Abstract

Jewish- and Asian-Americans have recently found themselves classed as "model minorities," examples of upward mobility allegedly achieved through thrift, family cohesion, and educational achievement. This ascription has a long history, one dating back at least to nineteenth century America, when Asians—especially Chinese—and Jews were viewed in strikingly similar terms. Defined as outsiders to the black/white binary that governed American race ideology, Jews and Asians were also constructed as money-mad traders and outsiders to assertive norms of Anglo-Saxon masculinity. These negative stereotypes gradually turned, in the last years of the twentieth century, into positive ones: first Jews and then Asians came to model economic self-sufficiency and braininess as means to social success (albeit also as de-masculinized neurotics). But for many Asian-American intellectuals, these comparisons proved—and prove—irritating, and a number of contemporary South- and East Asian-American writer writers like Bharathi Mukherjee and Gish Jen have engaged with the tropes and narrative structures of Jewish-American fiction in order to contest these identifications. No writer has done so more successfully than Lan Samantha Chang, and the essay concludes with a reading of her novella Hunger as a critique of the narratives of aspiration and achievement that fuel the model minority mythos for both Jews and Asians living in the U.S.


> YOUR GOAL
Every line with "bottom" in it must be copied from the data.

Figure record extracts
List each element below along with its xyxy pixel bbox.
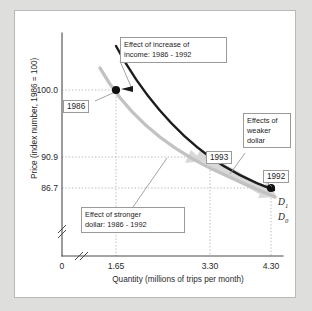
point-1992 <box>267 184 275 192</box>
income-effect-arrow <box>121 86 133 92</box>
year-label-1992: 1992 <box>263 170 289 183</box>
y-tick-867: 86.7 <box>41 183 58 193</box>
y-tick-909: 90.9 <box>41 152 58 162</box>
y-tick-100: 100.0 <box>36 85 58 95</box>
callout-income-effect: Effect of increase of income: 1986 - 199… <box>120 37 227 63</box>
x-tick-165: 1.65 <box>108 261 125 271</box>
x-tick-430: 4.30 <box>263 261 280 271</box>
y-axis-label: Price (index number, 1986 = 100) <box>30 57 39 179</box>
curve-label-d0-sub: 0 <box>285 217 289 224</box>
x-axis-label: Quantity (millions of trips per month) <box>112 275 244 284</box>
curve-label-d1: D1 <box>277 197 288 209</box>
year-label-1986: 1986 <box>63 100 89 113</box>
callout-weaker-dollar: Effects of weaker dollar <box>243 113 291 148</box>
callout-stronger-dollar: Effect of stronger dollar: 1986 - 1992 <box>81 207 185 233</box>
point-1986 <box>112 86 120 94</box>
x-tick-330: 3.30 <box>202 261 219 271</box>
curve-label-d0: D0 <box>277 212 289 224</box>
chart-figure: Price (index number, 1986 = 100) <box>14 10 296 298</box>
curve-label-d0-letter: D <box>277 212 285 222</box>
year-label-1993: 1993 <box>206 151 232 164</box>
curve-label-d1-letter: D <box>277 197 285 207</box>
x-tick-0: 0 <box>60 261 65 271</box>
curve-label-d1-sub: 1 <box>285 202 288 209</box>
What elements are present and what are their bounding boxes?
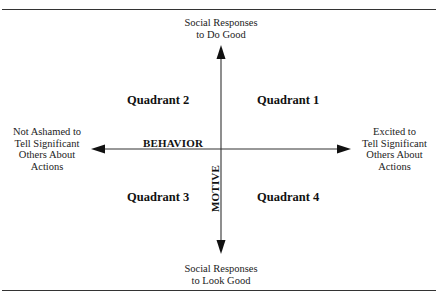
motive-axis-label: MOTIVE: [209, 168, 221, 212]
left-pole-line: Actions: [2, 161, 92, 173]
top-pole-label: Social Responses to Do Good: [160, 17, 282, 40]
quadrant-4-label: Quadrant 4: [257, 190, 319, 205]
bottom-pole-label: Social Responses to Look Good: [160, 263, 282, 286]
arrow-left-icon: [91, 145, 105, 154]
behavior-axis-label: BEHAVIOR: [143, 137, 203, 149]
right-pole-line: Excited to: [348, 126, 441, 138]
arrow-down-icon: [217, 240, 226, 254]
arrow-up-icon: [217, 45, 226, 59]
top-pole-line: Social Responses: [160, 17, 282, 29]
right-pole-line: Actions: [348, 161, 441, 173]
top-pole-line: to Do Good: [160, 29, 282, 41]
quadrant-2-label: Quadrant 2: [127, 93, 189, 108]
quadrant-3-label: Quadrant 3: [127, 190, 189, 205]
quadrant-1-label: Quadrant 1: [257, 93, 319, 108]
left-pole-line: Others About: [2, 149, 92, 161]
left-pole-line: Not Ashamed to: [2, 126, 92, 138]
bottom-pole-line: to Look Good: [160, 275, 282, 287]
right-pole-label: Excited to Tell Significant Others About…: [348, 126, 441, 172]
left-pole-label: Not Ashamed to Tell Significant Others A…: [2, 126, 92, 172]
right-pole-line: Tell Significant: [348, 138, 441, 150]
right-pole-line: Others About: [348, 149, 441, 161]
left-pole-line: Tell Significant: [2, 138, 92, 150]
bottom-pole-line: Social Responses: [160, 263, 282, 275]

> RESPONSE AREA
bottom-pole-label: Social Responses to Look Good: [160, 263, 282, 286]
bottom-pole-line: to Look Good: [160, 275, 282, 287]
bottom-pole-line: Social Responses: [160, 263, 282, 275]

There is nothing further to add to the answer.